Exercise brief >> Starting from the line with "This screenshot has" and going up to and including the line with "What do you see at coordinates (221, 138)", copy the listing below exactly. Leave all images out.

Dataset records >>

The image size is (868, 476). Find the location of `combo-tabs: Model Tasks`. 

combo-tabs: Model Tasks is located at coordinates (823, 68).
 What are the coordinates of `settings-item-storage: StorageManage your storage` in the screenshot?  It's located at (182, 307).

==

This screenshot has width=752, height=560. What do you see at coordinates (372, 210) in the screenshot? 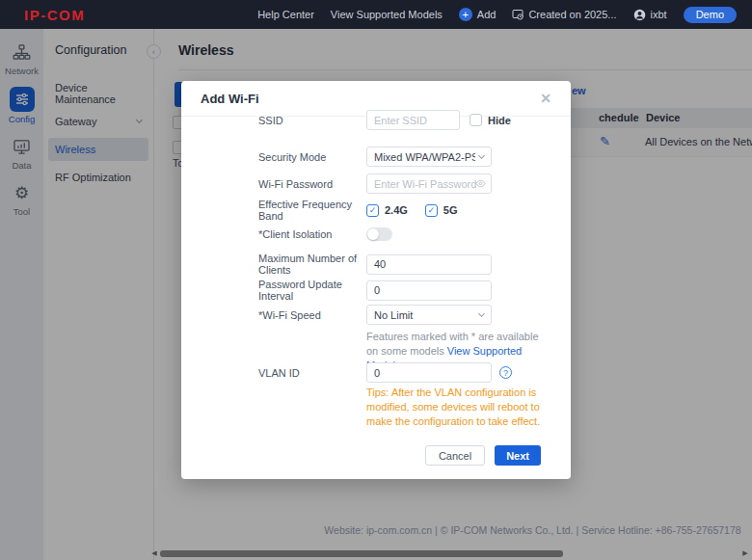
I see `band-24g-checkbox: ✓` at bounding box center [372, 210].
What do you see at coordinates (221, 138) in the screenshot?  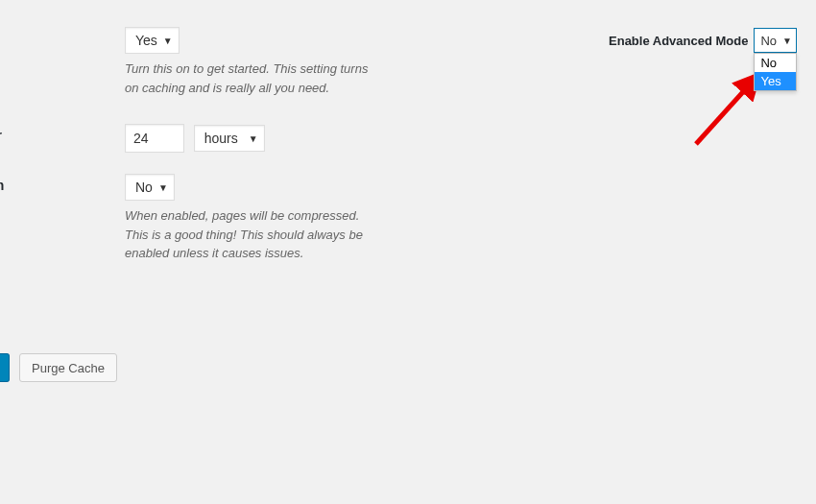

Response for this exercise >>
This screenshot has width=752, height=560. What do you see at coordinates (372, 210) in the screenshot? 
I see `band-24g-checkbox: ✓` at bounding box center [372, 210].
What do you see at coordinates (221, 138) in the screenshot?  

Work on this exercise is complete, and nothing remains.